Daily Report

Landless workers invade Brazil's parliament

From Upside Down World, June 7:

About 300 demonstrators protesting the slow pace of land reform invaded the Brazilian Parliament Building June 7. The protesters vandalized the pristine building and destroyed a car waiting to be raffled off to Congressional staff member. Security officers called in by Speaker of the House Aldo Rebelo battled protesters who tried to enter the main floor of the Congress, while it was in session.

South African Unions support Israel boycott

Received by email:

The Congress of South African Trade Unions issues statement supporting CUPE resolution

The President, Canadian Union of Public Employees (CUPE) Ontario, June 6, 2006

Brother Sid Ryan,

On behalf over 1,2 million South African workers organized under the banner of COSATU I greet you in the name of worker internationalism. It is this solidarity, since the formation of the very first union and across space and time, often in the face of harsh repression, that provided vital moral succour and allowed workers to strengthen their resolve against oppression and exploitation.

Venezuela: student protests rock Merida

Violent student protests in the historic town of Merida in Venezuela's high Andes seem to have accrued little international coverage. This very opinionated account from the very pro-Chavez Venezuela News Bulletin, May 31:

Riots and 'guarimbas' are running wild in southwestern Merida State, led by the delinquent student leader, United States CIA and "opposition" stooge Nixon Moreno.

Venezuela: Chavez buys 30,000 Russian AKs

Bush just has two years to go. Will he really get around to invading Venezuela? Chavez isn't hedging his bets. From Reuters, June 3:

CARACAS - Venezuela received a shipment of 30,000 new Russian rifles on Saturday, weeks after Washington restricted U.S. arms sales to Caracas over concerns about President Hugo Chavez's ties to Cuba and Iran.

Bolivia: Evo launches "land revolution"

Evo Morales sticks it to the landed elite. He saves the announcement for a trip to Santa Cruz, the section of the country which had threatened to secede if he nationalized the gas (as he has now done). A none-too-subtle message. And the land barons immediately talk of forming paramilitaries. This should be interesting... From Reuters, June 4:

SANTA CRUZ - Bolivia's leftist president, Evo Morales, took a first step on Saturday toward handing over a fifth of the country's territory to poor farmers, a day after angry landowners vowed to form self-defense groups.

Ecologist crucifies self in Veracruz

From La Jornada, June 6, via Chiapas95 (our translation). Amazingly, this seems to have made no international media. Now, how did this guy survive to go on a hunger strike after being nailed to a cross?

Veracruz, June 5. An eldrely sympathizer of the ecologist organization Greenpeace crucified himself in the historic center of this city to protest the "silent complicity" of the three levels of government before the destruction of the forests and mangroves in Veracruz [state] and the contamination of the rivers and lagoon systems.

Vermont: activists disrupt Negroponte

From the Global Justice Ecology Project, June 6:

Protesters Arrested After Disrupting Negroponte in Vermont
by Orin Langelle and Anne Petermann/Global Justice Ecology Project

St. Johnsbury,VT--National Intelligence Director John Negroponte's Commencement Address to the graduating class of private St. Johnsbury Academy was disrupted twice by protesters inside the auditorium where the ceremony was being held.

FBI probes SOA Watch

On May 4 the American Civil Liberties Union (ACLU) and the ACLU of Georgia released documents on investigations by the US Federal Bureau of Investigation (FBI) into the US human rights group School of the Americas Watch (SOA Watch). The group organizes massive demonstrations each year outside Fort Benning, Georgia, to call for the closing of the US military's Western Hemisphere Institute for Security Cooperation (WHINSEC, formerly the US Army School of the Americas), a training school for Latin American soldiers whose graduates include many of the worst human rights violators in Latin America.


Exercise instructions: Return every record below exactly as written, omitting any pictures.

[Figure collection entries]

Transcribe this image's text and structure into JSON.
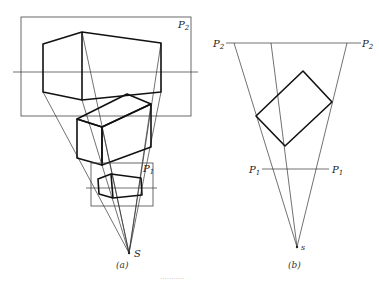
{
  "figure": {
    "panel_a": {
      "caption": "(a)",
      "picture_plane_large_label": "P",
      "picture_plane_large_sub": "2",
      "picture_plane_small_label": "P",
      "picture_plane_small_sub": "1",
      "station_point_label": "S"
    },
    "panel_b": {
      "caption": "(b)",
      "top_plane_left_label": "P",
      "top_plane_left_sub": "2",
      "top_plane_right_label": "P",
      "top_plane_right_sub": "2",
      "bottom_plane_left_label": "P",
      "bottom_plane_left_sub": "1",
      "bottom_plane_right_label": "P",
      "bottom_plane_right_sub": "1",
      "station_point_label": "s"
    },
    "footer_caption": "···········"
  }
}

Exercise answer:
Transcribe this image's text and structure into JSON.
{
  "figure": {
    "panel_a": {
      "caption": "(a)",
      "picture_plane_large_label": "P",
      "picture_plane_large_sub": "2",
      "picture_plane_small_label": "P",
      "picture_plane_small_sub": "1",
      "station_point_label": "S"
    },
    "panel_b": {
      "caption": "(b)",
      "top_plane_left_label": "P",
      "top_plane_left_sub": "2",
      "top_plane_right_label": "P",
      "top_plane_right_sub": "2",
      "bottom_plane_left_label": "P",
      "bottom_plane_left_sub": "1",
      "bottom_plane_right_label": "P",
      "bottom_plane_right_sub": "1",
      "station_point_label": "s"
    },
    "footer_caption": "···········"
  }
}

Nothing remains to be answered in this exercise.